Running a student election at a university as big as ours is no small feat, and the University Board of Elections deserves a great deal of praise for a job (mostly) quite well done.
That said, this year’s encouraging voter turnout was solely a product of the honor referendum’s presence on the ballot. As Geoff Skelley points out, turnout trends over the past five or so years directly vary according to whether or not a controversial referendum is included in the election that year. The record for overall turnout still belongs to 2005 (with 40 percent), a year in which students were asked both to vote on an amendment changing the honor code and on an opinion poll querying if they were interested in honor finding alternatives to the single sanction. This year’s numbers compare quite favorably to non-referenda years, and similarly to years with referenda on the ballot.This isn’t to say we shouldn’t be encouraged by this year’s 38% turnout. Any such year of high student participation is cause for celebration. It just means we need to be realistic about the context of voting. Certain proposals will always garner more attention than others, and amendments that immediately impact student self-governance (like the honor code) are far more important to students than actually deciding which students get to fill the chairs of Student Council, the University Judiciary Committee, etc. Since amendments are very clear-cut in terms of their effects while candidates can only effect so much unilateral change without voter approval, this trend is both understandable and to some extent desirable. Ideally turnout would be near 100 percent for each election; this never happens even on a national level in the U.S., so we temper our expectations accordingly. All things considered, honor amendments are among the more important of electoral decisions students will have to make regarding self-governance during their time here.
Another trend that would be interesting to dissect is the turnout breakdown by year. First-years and second-years trumped the upperclassmen with 59% and 52% turnout, respectively. Third-years had 49% while fourth-years had 37%. The overall undergraduate rate was 49% and the overall graduate student rate was 16%. The undergraduate breakdown by year is curious yet predictable. Younger students are probably both more likely to have free time to vote and to see that these decisions will affect them the most (as they have the most time left at the University). Older students are probably more likely to be busier, to have become disenchanted with what they see as inaction on the part of student leaders, and to realize that electoral decisions will impact them for only a short time before they graduate. Master’s and doctoral students appear to just feel far more apathetic to student self-governance than undergrads. Again, this is fairly predictable, although even more effort to drive up the graduate school turnout rate would be a great thing. In short, we should all take pride in the fact that, by and large, student self-governance is prioritized by enough people to have meaningful elections. This is nothing to take for granted. We just also must understand the nature of any student election and search for ways of improvement that account for these inherent limitations.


Say how many of the lines below hold "notes", writing the number and nothing more.

• _Exercise materials_:
□ □ □ □ □ □ □

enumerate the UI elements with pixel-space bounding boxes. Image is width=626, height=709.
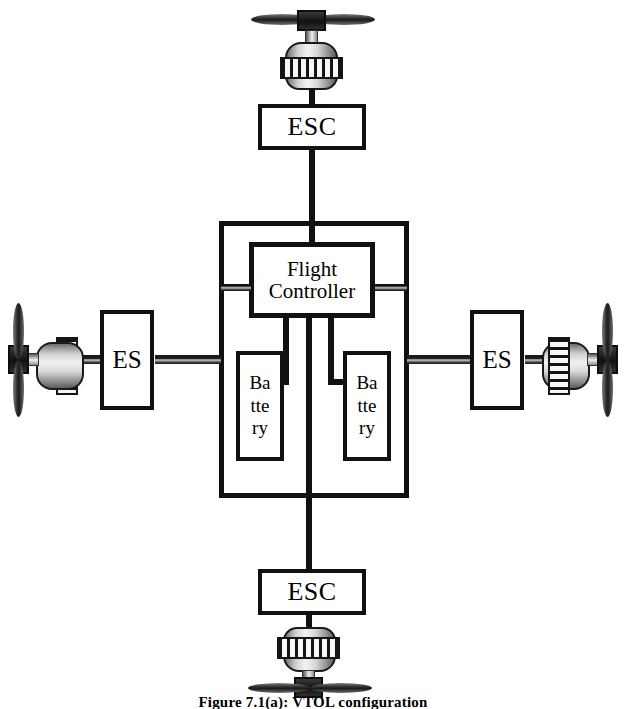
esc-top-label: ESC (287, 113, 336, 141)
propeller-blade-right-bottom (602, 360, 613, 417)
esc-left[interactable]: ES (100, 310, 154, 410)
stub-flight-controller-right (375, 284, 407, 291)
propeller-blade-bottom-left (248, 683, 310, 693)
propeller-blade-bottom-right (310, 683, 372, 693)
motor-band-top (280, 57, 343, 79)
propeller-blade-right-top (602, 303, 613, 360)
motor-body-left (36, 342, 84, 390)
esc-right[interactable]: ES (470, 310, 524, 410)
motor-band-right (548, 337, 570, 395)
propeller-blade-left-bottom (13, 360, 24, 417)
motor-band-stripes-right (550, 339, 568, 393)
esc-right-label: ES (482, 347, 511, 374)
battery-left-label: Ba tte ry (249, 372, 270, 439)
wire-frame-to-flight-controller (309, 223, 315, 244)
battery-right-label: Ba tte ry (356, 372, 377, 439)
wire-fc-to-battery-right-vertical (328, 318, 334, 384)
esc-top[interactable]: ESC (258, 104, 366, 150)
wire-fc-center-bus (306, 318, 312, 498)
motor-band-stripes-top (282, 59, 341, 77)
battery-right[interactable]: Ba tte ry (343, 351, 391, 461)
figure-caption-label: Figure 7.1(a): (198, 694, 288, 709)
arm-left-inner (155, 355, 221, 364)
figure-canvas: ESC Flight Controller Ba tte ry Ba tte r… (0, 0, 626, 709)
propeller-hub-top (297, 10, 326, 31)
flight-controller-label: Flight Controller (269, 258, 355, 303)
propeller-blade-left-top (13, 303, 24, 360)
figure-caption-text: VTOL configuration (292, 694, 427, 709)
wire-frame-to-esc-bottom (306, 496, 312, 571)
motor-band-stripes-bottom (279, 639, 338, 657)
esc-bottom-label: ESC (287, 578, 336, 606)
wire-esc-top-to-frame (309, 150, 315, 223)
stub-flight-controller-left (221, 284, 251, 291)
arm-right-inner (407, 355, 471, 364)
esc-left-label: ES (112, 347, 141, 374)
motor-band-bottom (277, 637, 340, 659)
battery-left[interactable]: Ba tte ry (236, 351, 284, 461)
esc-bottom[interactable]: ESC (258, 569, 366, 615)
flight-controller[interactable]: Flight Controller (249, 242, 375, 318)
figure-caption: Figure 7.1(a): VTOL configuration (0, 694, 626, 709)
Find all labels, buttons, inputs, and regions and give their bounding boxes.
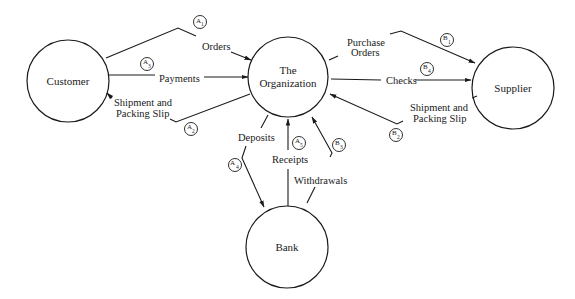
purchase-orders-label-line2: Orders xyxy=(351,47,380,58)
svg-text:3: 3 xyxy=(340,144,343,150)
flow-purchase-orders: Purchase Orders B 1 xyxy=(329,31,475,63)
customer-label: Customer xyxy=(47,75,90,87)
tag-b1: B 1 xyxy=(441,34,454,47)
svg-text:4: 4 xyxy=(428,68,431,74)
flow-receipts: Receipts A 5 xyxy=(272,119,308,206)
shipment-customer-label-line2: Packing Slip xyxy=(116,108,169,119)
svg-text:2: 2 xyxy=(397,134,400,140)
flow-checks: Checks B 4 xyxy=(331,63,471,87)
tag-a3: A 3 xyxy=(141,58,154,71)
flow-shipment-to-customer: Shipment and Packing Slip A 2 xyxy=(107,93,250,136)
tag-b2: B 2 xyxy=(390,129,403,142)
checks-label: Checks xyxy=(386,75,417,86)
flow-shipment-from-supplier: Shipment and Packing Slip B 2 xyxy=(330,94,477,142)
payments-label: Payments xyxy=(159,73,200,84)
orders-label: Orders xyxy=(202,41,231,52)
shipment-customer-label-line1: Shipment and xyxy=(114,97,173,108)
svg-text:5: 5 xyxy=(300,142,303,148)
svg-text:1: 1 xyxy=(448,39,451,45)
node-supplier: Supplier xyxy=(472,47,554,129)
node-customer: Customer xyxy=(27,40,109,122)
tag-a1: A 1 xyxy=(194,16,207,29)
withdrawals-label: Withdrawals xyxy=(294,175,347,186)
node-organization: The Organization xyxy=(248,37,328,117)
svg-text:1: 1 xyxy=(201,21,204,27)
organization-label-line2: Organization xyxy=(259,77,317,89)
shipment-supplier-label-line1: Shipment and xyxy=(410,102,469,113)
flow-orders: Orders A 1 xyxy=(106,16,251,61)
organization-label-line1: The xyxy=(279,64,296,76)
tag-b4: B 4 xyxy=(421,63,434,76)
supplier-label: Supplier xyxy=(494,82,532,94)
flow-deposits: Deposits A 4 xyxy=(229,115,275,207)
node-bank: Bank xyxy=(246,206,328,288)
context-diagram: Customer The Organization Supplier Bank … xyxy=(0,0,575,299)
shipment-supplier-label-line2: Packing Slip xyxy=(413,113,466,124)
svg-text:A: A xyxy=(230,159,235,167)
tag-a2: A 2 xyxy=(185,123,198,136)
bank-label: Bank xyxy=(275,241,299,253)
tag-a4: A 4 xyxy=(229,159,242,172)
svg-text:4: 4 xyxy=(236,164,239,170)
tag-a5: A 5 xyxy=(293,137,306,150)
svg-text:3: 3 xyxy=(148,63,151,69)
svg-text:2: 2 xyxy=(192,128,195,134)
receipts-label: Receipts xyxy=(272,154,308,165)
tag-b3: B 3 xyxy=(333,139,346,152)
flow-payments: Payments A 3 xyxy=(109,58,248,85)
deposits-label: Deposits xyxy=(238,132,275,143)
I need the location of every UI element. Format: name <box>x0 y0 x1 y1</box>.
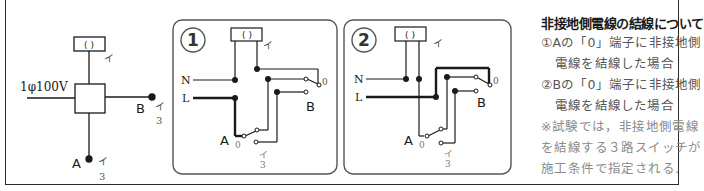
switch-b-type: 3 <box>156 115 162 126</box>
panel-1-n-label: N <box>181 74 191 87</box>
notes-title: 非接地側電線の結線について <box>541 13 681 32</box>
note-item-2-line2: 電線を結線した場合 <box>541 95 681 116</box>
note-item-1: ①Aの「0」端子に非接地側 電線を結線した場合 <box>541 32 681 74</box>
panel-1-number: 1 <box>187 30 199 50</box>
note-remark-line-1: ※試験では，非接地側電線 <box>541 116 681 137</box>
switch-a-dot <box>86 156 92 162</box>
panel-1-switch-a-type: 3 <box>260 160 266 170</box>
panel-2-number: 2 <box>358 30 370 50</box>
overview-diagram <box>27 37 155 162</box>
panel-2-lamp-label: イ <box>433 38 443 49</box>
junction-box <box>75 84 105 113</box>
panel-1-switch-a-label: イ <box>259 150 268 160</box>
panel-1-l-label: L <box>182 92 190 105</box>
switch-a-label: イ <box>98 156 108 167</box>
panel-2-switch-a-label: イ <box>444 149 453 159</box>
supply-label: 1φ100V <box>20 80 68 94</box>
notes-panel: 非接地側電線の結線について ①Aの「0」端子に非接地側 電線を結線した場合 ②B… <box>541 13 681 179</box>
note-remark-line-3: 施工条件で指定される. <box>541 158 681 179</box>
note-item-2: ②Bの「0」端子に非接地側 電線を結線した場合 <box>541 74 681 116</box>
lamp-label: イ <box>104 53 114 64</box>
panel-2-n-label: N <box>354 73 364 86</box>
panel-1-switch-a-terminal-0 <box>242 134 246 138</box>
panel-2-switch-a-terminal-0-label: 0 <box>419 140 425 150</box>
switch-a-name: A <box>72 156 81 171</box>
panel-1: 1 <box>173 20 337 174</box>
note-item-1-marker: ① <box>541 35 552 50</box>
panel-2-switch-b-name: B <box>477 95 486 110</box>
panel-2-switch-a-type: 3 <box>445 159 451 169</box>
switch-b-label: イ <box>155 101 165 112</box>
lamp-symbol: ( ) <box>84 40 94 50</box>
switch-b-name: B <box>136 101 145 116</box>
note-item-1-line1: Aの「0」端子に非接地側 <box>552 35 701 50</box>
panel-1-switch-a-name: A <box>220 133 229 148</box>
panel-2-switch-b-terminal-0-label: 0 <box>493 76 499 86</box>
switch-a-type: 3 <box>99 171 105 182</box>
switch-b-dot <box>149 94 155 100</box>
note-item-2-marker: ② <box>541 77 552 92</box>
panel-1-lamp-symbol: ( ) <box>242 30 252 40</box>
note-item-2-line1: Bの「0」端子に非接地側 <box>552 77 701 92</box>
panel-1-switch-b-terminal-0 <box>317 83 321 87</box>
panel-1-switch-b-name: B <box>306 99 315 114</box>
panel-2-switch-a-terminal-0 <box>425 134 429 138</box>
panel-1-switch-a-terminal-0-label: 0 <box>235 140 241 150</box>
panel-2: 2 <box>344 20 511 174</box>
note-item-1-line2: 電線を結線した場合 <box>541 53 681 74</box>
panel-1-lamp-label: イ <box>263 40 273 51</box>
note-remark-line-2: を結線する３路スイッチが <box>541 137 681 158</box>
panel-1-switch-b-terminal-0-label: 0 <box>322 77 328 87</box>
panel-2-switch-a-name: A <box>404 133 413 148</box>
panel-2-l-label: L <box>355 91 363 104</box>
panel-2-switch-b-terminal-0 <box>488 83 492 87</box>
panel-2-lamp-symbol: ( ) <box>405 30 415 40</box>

□ □ □ □ □ □ □

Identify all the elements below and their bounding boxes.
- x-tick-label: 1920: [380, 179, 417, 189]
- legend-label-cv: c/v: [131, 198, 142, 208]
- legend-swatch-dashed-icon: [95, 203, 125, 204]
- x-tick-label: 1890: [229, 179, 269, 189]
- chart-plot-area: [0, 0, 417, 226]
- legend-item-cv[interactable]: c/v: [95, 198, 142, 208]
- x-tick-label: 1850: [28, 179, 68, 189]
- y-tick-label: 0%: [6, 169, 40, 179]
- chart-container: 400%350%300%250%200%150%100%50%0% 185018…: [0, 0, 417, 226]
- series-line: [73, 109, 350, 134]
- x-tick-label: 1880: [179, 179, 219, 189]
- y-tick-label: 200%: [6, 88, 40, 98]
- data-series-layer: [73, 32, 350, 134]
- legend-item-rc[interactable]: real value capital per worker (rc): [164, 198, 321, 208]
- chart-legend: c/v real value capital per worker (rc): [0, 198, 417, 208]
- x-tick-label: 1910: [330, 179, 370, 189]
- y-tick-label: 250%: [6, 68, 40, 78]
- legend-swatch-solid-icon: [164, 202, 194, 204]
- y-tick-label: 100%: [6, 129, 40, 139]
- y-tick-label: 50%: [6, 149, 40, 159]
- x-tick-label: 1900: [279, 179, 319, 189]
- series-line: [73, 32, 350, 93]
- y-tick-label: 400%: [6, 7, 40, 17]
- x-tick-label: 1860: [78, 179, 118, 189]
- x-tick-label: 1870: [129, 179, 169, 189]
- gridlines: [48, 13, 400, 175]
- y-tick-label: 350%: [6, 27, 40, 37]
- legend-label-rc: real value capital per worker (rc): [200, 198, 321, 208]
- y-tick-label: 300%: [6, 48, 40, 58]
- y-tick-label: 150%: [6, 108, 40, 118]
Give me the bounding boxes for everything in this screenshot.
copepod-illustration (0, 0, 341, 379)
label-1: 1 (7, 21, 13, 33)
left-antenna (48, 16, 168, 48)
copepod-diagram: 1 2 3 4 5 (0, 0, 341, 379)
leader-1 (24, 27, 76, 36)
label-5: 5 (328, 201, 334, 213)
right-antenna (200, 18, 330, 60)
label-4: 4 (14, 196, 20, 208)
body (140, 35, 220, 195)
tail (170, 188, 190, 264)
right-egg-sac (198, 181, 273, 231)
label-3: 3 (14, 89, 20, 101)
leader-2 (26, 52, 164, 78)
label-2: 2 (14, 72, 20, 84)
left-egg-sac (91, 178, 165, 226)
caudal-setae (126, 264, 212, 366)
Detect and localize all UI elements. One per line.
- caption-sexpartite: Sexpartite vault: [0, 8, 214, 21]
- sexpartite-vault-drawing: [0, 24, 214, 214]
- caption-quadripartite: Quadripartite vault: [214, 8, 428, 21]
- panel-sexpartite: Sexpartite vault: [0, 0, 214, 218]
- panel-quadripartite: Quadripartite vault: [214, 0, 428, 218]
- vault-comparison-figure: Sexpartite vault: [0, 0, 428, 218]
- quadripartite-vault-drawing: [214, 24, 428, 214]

□ □ □ □ □ □ □

• _Response to the exercise_:
2